[PATCH] D106426: [FuncSpec] Support specialising recursive functions

Sjoerd Meijer via Phabricator via llvm-commits llvm-commits at lists.llvm.org
Fri Jul 23 07:21:23 PDT 2021


SjoerdMeijer added a comment.

Thanks for elaborating on this!
See my comments inline.

In D106426#2899586 <https://reviews.llvm.org/D106426#2899586>, @ChuanqiXu wrote:

> Let me give a more formal description.
> (1) Call the set of new generated functions in i-th iteration with `Fs[i]`, and `Fs[0]` would be the set of functions initially. And the number of functions generated in  i-th iterations would be `|Fs[i]|`.
> (2) The penalty to specialize a function would be `Penalty(F) * NumSpecialized[i]`. `NumSpecialized[i]` would be `Fs[1] + Fs[2] + ... + Fs[I]`.
> (3) The bonus to specialize a function would be `Bonus(F, ArgNo)`. For normal recursive function `F` and the specialized one `SF`, it's normal that `Bonus(F, ArgNo) == Bonus(SF, ArgNo)` and `Penalty(F) == Penalty(SF)`. It means that `SF` may be specialized again if `NumSpecialized[I]` may not be large enough.
>
> Then we could find that now the total number of specialized function would be controlled by `NumSpecialized` which increases linearly.

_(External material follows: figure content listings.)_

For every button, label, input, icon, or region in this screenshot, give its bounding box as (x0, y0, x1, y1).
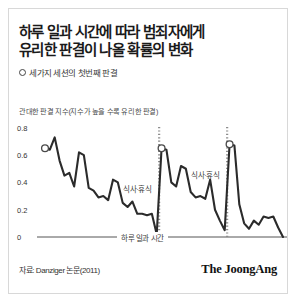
marker-session-1-first-ruling (42, 145, 49, 152)
header: 하루 일과 시간에 따라 범죄자에게 유리한 판결이 나올 확률의 변화 세가지… (19, 23, 281, 78)
page-title-line-2: 유리한 판결이 나올 확률의 변화 (19, 41, 281, 59)
marker-session-3-first-ruling (226, 141, 233, 148)
annotation-break-1: 식사·휴식 (123, 183, 152, 194)
annotation-break-2: 식사·휴식 (191, 169, 220, 180)
marker-session-2-first-ruling (158, 145, 165, 152)
page-title-line-1: 하루 일과 시간에 따라 범죄자에게 (19, 23, 281, 41)
data-line (45, 137, 283, 237)
chart-legend: 세가지 세션의 첫번째 판결 (19, 66, 281, 78)
hollow-circle-icon (19, 69, 26, 76)
footer: 자료: Danziger 논문(2011) The JoongAng (19, 262, 277, 277)
source-credit: 자료: Danziger 논문(2011) (19, 264, 100, 275)
infographic-card: 하루 일과 시간에 따라 범죄자에게 유리한 판결이 나올 확률의 변화 세가지… (8, 8, 288, 294)
brand-logo: The JoongAng (201, 262, 277, 277)
chart-legend-label: 세가지 세션의 첫번째 판결 (29, 66, 117, 78)
x-axis-label: 하루 일과 시간 (117, 232, 168, 243)
chart-plot-area: 0.80.60.40.20 식사·휴식식사·휴식하루 일과 시간 (9, 113, 288, 259)
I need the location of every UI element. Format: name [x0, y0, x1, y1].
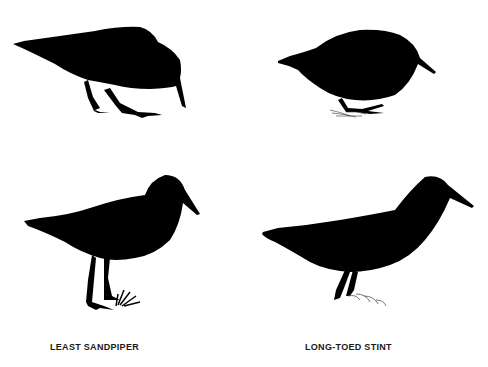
bird-silhouettes-illustration	[0, 0, 488, 367]
caption-least-sandpiper: LEAST SANDPIPER	[50, 342, 139, 352]
bird-silhouette-least-sandpiper-standing	[24, 175, 200, 310]
bird-silhouette-long-toed-stint-standing	[262, 176, 474, 306]
caption-long-toed-stint: LONG-TOED STINT	[305, 342, 392, 352]
bird-silhouette-long-toed-stint-feeding	[278, 30, 436, 117]
bird-silhouette-least-sandpiper-feeding	[13, 27, 186, 118]
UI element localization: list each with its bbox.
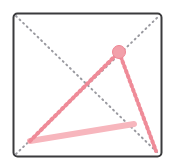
vertex-point-marker[interactable]: [113, 46, 126, 59]
geometry-figure: [0, 0, 174, 167]
diagram-canvas: [0, 0, 174, 167]
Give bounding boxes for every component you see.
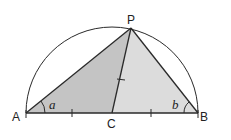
angle-label-b: b: [172, 97, 179, 112]
geometry-figure: A B C P a b: [0, 0, 231, 140]
angle-label-a: a: [49, 97, 56, 112]
label-B: B: [200, 110, 208, 124]
label-C: C: [107, 117, 116, 131]
diagram: A B C P a b: [0, 0, 231, 140]
label-A: A: [12, 110, 20, 124]
label-P: P: [127, 13, 135, 27]
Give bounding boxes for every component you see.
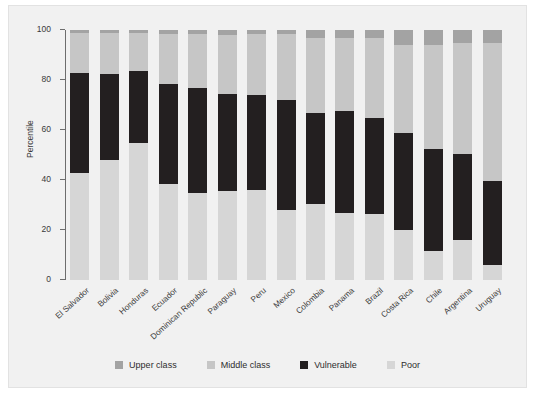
bar-segment-upper-class (306, 30, 325, 38)
x-tick-label: El Salvador (54, 286, 91, 321)
x-tick-label: Uruguay (474, 286, 503, 313)
bar-segment-poor (247, 190, 266, 280)
x-tick-label-wrap: Uruguay (497, 286, 498, 287)
x-tick-label: Ecuador (150, 286, 179, 313)
x-tick-label-wrap: Panama (350, 286, 351, 287)
bar-segment-poor (277, 210, 296, 280)
x-tick-label-wrap: Chile (438, 286, 439, 287)
chart-figure: Percentile 020406080100 El SalvadorBoliv… (8, 5, 527, 388)
legend-swatch-icon (300, 361, 308, 369)
stacked-bar[interactable] (159, 30, 178, 280)
bar-segment-vulnerable (306, 113, 325, 204)
x-tick-label: Chile (424, 286, 444, 305)
bar-segment-vulnerable (424, 149, 443, 252)
x-tick-label-wrap: Mexico (291, 286, 292, 287)
bar-segment-middle-class (277, 34, 296, 100)
x-tick-label-wrap: El Salvador (85, 286, 86, 287)
bar-segment-middle-class (159, 34, 178, 84)
legend-swatch-icon (115, 361, 123, 369)
bar-segment-poor (483, 265, 502, 280)
y-tick-label: 60 (42, 124, 51, 134)
x-tick-label: Brazil (364, 286, 385, 306)
bar-segment-upper-class (159, 30, 178, 34)
y-tick-label: 40 (42, 174, 51, 184)
bar-segment-middle-class (306, 38, 325, 113)
legend-label: Upper class (129, 360, 177, 370)
y-axis-label: Percentile (25, 120, 35, 158)
bar-segment-poor (188, 193, 207, 281)
x-tick-label: Mexico (272, 286, 297, 310)
bar-segment-upper-class (218, 30, 237, 35)
bar-segment-upper-class (70, 30, 89, 33)
bar-segment-vulnerable (159, 84, 178, 184)
legend-label: Poor (401, 360, 420, 370)
bar-segment-middle-class (218, 35, 237, 94)
bar-segment-middle-class (483, 43, 502, 182)
y-tick: 40 (60, 179, 65, 180)
bar-segment-vulnerable (218, 94, 237, 192)
stacked-bar[interactable] (129, 30, 148, 280)
stacked-bar[interactable] (188, 30, 207, 280)
y-tick-label: 80 (42, 74, 51, 84)
legend-item[interactable]: Poor (387, 360, 420, 370)
stacked-bar[interactable] (453, 30, 472, 280)
y-tick: 0 (60, 279, 65, 280)
stacked-bar[interactable] (424, 30, 443, 280)
legend-swatch-icon (387, 361, 395, 369)
bar-segment-upper-class (424, 30, 443, 45)
bar-segment-upper-class (188, 30, 207, 34)
stacked-bar[interactable] (70, 30, 89, 280)
x-tick-label: Peru (249, 286, 268, 304)
bar-segment-poor (453, 240, 472, 280)
bar-segment-upper-class (335, 30, 354, 38)
bar-segment-poor (218, 191, 237, 280)
x-tick-label: Argentina (442, 286, 474, 316)
legend-item[interactable]: Upper class (115, 360, 177, 370)
bar-segment-middle-class (188, 34, 207, 88)
bar-segment-upper-class (100, 30, 119, 33)
bar-segment-poor (129, 143, 148, 281)
stacked-bar[interactable] (394, 30, 413, 280)
bar-segment-upper-class (483, 30, 502, 43)
bar-segment-vulnerable (100, 74, 119, 160)
stacked-bar[interactable] (277, 30, 296, 280)
legend-label: Middle class (221, 360, 271, 370)
legend-item[interactable]: Middle class (207, 360, 271, 370)
stacked-bar[interactable] (100, 30, 119, 280)
bar-segment-vulnerable (129, 71, 148, 142)
x-tick-label-wrap: Dominican Republic (203, 286, 204, 287)
y-tick: 60 (60, 129, 65, 130)
stacked-bar[interactable] (365, 30, 384, 280)
bar-segment-vulnerable (277, 100, 296, 210)
legend-item[interactable]: Vulnerable (300, 360, 357, 370)
x-tick-label: Paraguay (206, 286, 238, 316)
bar-segment-vulnerable (335, 111, 354, 212)
stacked-bar[interactable] (483, 30, 502, 280)
bar-segment-upper-class (247, 30, 266, 34)
x-tick-label-wrap: Ecuador (173, 286, 174, 287)
stacked-bar[interactable] (218, 30, 237, 280)
y-tick-label: 20 (42, 224, 51, 234)
bar-segment-poor (335, 213, 354, 281)
bar-segment-poor (159, 184, 178, 280)
bar-segment-vulnerable (70, 73, 89, 173)
x-tick-label-wrap: Costa Rica (409, 286, 410, 287)
x-tick-label-wrap: Peru (262, 286, 263, 287)
y-axis-line (65, 30, 66, 280)
bar-segment-middle-class (453, 43, 472, 154)
stacked-bar[interactable] (335, 30, 354, 280)
y-tick-label: 0 (46, 274, 51, 284)
x-tick-label-wrap: Brazil (379, 286, 380, 287)
bar-segment-middle-class (70, 33, 89, 73)
x-tick-label: Bolivia (96, 286, 120, 309)
bar-segment-upper-class (365, 30, 384, 38)
plot-area: 020406080100 El SalvadorBoliviaHondurasE… (65, 30, 507, 280)
y-tick: 20 (60, 229, 65, 230)
x-tick-label-wrap: Argentina (468, 286, 469, 287)
x-tick-label: Colombia (295, 286, 327, 316)
stacked-bar[interactable] (306, 30, 325, 280)
legend-label: Vulnerable (314, 360, 357, 370)
bar-segment-vulnerable (453, 154, 472, 240)
stacked-bar[interactable] (247, 30, 266, 280)
bar-segment-middle-class (100, 33, 119, 74)
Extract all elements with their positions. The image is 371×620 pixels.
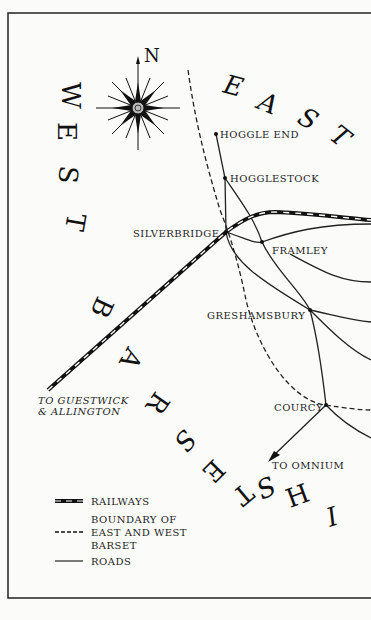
legend-railways: RAILWAYS bbox=[91, 496, 150, 507]
town-label-hogglestock: HOGGLESTOCK bbox=[230, 173, 319, 184]
svg-text:S: S bbox=[168, 424, 202, 457]
destination-label-omnium: TO OMNIUM bbox=[272, 460, 344, 471]
svg-text:E: E bbox=[196, 454, 231, 489]
svg-text:E: E bbox=[52, 122, 82, 141]
legend-boundary-line2: EAST AND WEST bbox=[91, 527, 187, 538]
svg-text:A: A bbox=[113, 342, 149, 375]
town-label-silverbridge: SILVERBRIDGE bbox=[133, 228, 219, 239]
town-label-framley: FRAMLEY bbox=[272, 245, 328, 256]
legend: RAILWAYS BOUNDARY OF EAST AND WEST BARSE… bbox=[55, 496, 187, 567]
legend-boundary-line1: BOUNDARY OF bbox=[91, 514, 177, 525]
legend-boundary-line3: BARSET bbox=[91, 540, 137, 551]
compass-north-label: N bbox=[144, 45, 160, 66]
svg-text:T: T bbox=[59, 211, 92, 234]
svg-text:E: E bbox=[219, 69, 246, 103]
destination-label-guestwick: TO GUESTWICK bbox=[38, 395, 129, 406]
town-label-courcy: COURCY bbox=[274, 402, 323, 413]
svg-text:I: I bbox=[322, 501, 343, 533]
town-label-greshamsbury: GRESHAMSBURY bbox=[207, 310, 305, 321]
svg-text:B: B bbox=[84, 292, 119, 322]
legend-roads: ROADS bbox=[91, 556, 131, 567]
barsetshire-map: N W E S T B A R S E T S H I E A S T bbox=[0, 0, 371, 620]
town-label-hoggle-end: HOGGLE END bbox=[220, 129, 299, 140]
destination-label-allington: & ALLINGTON bbox=[38, 406, 121, 417]
svg-text:A: A bbox=[252, 85, 283, 121]
svg-text:S: S bbox=[52, 164, 83, 184]
svg-text:T: T bbox=[324, 119, 357, 154]
svg-text:R: R bbox=[139, 387, 176, 421]
svg-text:H: H bbox=[282, 478, 314, 514]
svg-text:W: W bbox=[56, 82, 86, 109]
compass-rose-icon bbox=[96, 56, 180, 150]
region-label-east: E A S T bbox=[219, 69, 357, 155]
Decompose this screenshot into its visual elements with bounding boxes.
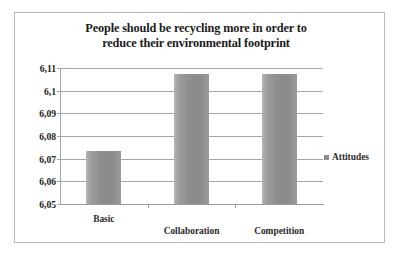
x-axis-line bbox=[60, 204, 324, 205]
y-axis-tick bbox=[57, 136, 60, 137]
chart-legend: Attitudes bbox=[324, 152, 369, 162]
y-axis-label: 6,08 bbox=[39, 131, 56, 142]
y-axis-label: 6,05 bbox=[39, 199, 56, 210]
y-axis-tick bbox=[57, 113, 60, 114]
x-axis-tick bbox=[235, 205, 236, 208]
y-axis-tick bbox=[57, 181, 60, 182]
y-axis-labels: 6,116,16,096,086,076,066,05 bbox=[15, 68, 56, 204]
y-axis-label: 6,06 bbox=[39, 176, 56, 187]
x-axis-label-competition: Competition bbox=[219, 226, 339, 236]
legend-label-attitudes: Attitudes bbox=[332, 152, 369, 162]
legend-swatch-attitudes bbox=[324, 155, 329, 160]
chart-title: People should be recycling more in order… bbox=[41, 21, 351, 51]
chart-title-line-2: reduce their environmental footprint bbox=[41, 36, 351, 51]
bar-competition bbox=[262, 74, 297, 204]
gridline bbox=[60, 68, 323, 69]
chart-title-line-1: People should be recycling more in order… bbox=[41, 21, 351, 36]
y-axis-label: 6,11 bbox=[40, 63, 56, 74]
y-axis-tick bbox=[57, 91, 60, 92]
x-axis-tick bbox=[148, 205, 149, 208]
bar-basic bbox=[86, 151, 121, 204]
y-axis-label: 6,1 bbox=[44, 85, 56, 96]
plot-area bbox=[60, 68, 323, 204]
y-axis-label: 6,09 bbox=[39, 108, 56, 119]
y-axis-label: 6,07 bbox=[39, 153, 56, 164]
y-axis-tick bbox=[57, 68, 60, 69]
bar-collaboration bbox=[174, 74, 209, 204]
y-axis-tick bbox=[57, 159, 60, 160]
chart-figure: People should be recycling more in order… bbox=[14, 12, 385, 243]
x-axis-label-basic: Basic bbox=[44, 214, 164, 224]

100% agreed so far. This is indeed how things work at the moment to recursively/linearly specialise recursive functions.

> But here is the problem that the implementation `Bonus(F, ArgNo)` would increase exponentially with the depth of loops. It shows that we may get in trouble if we met a recursive function with a deep loop.
> And the things we want to do is to add the iteration time `I` to the cost model of `Penalty(F, i)`.

Ok, thanks, I am going to look into this!

> For example,
>
>   ; opt -function-specialization -func-specialization-max-iters=100  -S %s
>   @Global = internal constant i32 1, align 4
>   
>   define internal void @recursiveFunc(i32* nocapture readonly %arg) {
>     %temp = alloca i32, align 4
>     %arg.load = load i32, i32* %arg, align 4
>     %arg.cmp = icmp slt i32 %arg.load, 10000
>     br i1 %arg.cmp, label %loop1, label %ret.block
>   
>   loop1:
>     br label %loop2
>   
>   loop2:
>     br label %loop3
>   
>   loop3:
>     br label %loop4
>   
>   loop4:
>     br label %block6
>   
>   block6:
>     call void @print_val(i32 %arg.load)
>     %arg.add = add nsw i32 %arg.load, 1
>     store i32 %arg.add, i32* %temp, align 4
>     call void @recursiveFunc(i32* nonnull %temp)
>     br label %loop4.end
>   
>   loop4.end:
>     %exit_cond1 = call i1 @exit_cond()
>     br i1 %exit_cond1, label %loop4, label %loop3.end
>   
>   loop3.end:
>     %exit_cond2 = call i1 @exit_cond()
>     br i1 %exit_cond2, label %loop3, label %loop2.end
>   
>   loop2.end:
>     %exit_cond3 = call i1 @exit_cond()
>     br i1 %exit_cond3, label %loop2, label %loop1.end
>   
>   loop1.end:
>     %exit_cond4 = call i1 @exit_cond()
>     br i1 %exit_cond4, label %loop1, label %ret.block
>   
>   ret.block:
>     ret void
>   }
>   
>   define i32 @main() {
>     call void @recursiveFunc(i32* nonnull @Global)
>     ret i32 0
>   }
>   
>   declare dso_local void @print_val(i32)
>   declare dso_local i1 @exit_cond()
>
> I guess I would be happy if `recursiveFunc ` would get specialized less than 4 times even when we set  `func-specialization-max-iters` to 100.